2.1 — Extended response (8 marks): sample Band-6 response with annotations
Sample Band-6 response.
Part (a) — Derivation of the Pythagorean identity. By definition, P(θ) = (cos θ, sin θ) is the point reached by rotating (1, 0) anticlockwise by an angle θ on the unit circle. The unit circle has equation x² + y² = 1, so every point on it satisfies this equation. Substituting x = cos θ, y = sin θ:
(cos θ)² + (sin θ)² = 1, i.e. cos²θ + sin²θ = 1. [1 mark + 1 mark]
This holds for any θ: for negative θ, the rotation simply runs clockwise and lands on a point still on the unit circle. For θ outside [0, 2π), the rotation winds around one or more times but lands on a coterminal point, which is again on the unit circle. The identity is therefore universal. [1 mark]
Part (b) — cos(7π/6), sin(7π/6). Since π < 7π/6 < 3π/2, the angle lies in Quadrant III. Reference angle: α = 7π/6 − π = π/6. [1 mark]
From the 30-60-90 special triangle: cos(π/6) = √3/2, sin(π/6) = 1/2. In QIII, both cos and sin are negative (only tan positive):
cos(7π/6) = −√3/2, sin(7π/6) = −1/2. [1 mark]
Part (c) — Two possible values of cos θ given tan θ = −5/12. Because tan θ < 0, sin θ and cos θ have opposite signs. The ASTC quadrants where this happens are QII (sin positive, cos negative) and QIV (sin negative, cos positive). [1 mark]
Build a right triangle with opposite = 5 and adjacent = 12 (matching the magnitude of tan); by Pythagoras, the hypotenuse is √(25 + 144) = √169 = 13. So in absolute value, sin θ = 5/13 and cos θ = 12/13, giving |cos θ| = 12/13. [1 mark]
Combining with the quadrant analysis:
• If θ in QII: cos θ = −12/13.
• If θ in QIV: cos θ = 12/13. [1 mark] ▮
Total: 8/8.
Band descriptors for marker.
Band 3: Quotes the identity in (a) without derivation; computes (b) using a calculator approximation rather than exact values; in (c) gives only one value of cos θ without acknowledging the two-quadrant ambiguity. ≈ 3-4 marks.
Band 4: Derives (a) by substitution but does not address the universality claim; (b) correct; (c) finds both values but does not label which quadrant each belongs to. ≈ 5-6 marks.

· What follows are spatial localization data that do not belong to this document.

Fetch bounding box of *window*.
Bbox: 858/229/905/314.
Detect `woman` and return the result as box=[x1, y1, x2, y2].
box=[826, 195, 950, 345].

Band 5: All parts correct; quadrant labelling clear in (c); the universality argument in (a) given but brief. ≈ 7 marks.
Band 6: Full derivation including the universality argument; (b) explicitly invokes reference angle and ASTC (not just "from the unit circle"); (c) clearly distinguishes the two cases with reasoning. 8/8. Top scripts use the Pythagorean triple (5, 12, 13) confidently and mention 1 + tan²θ = sec²θ as an alternative path.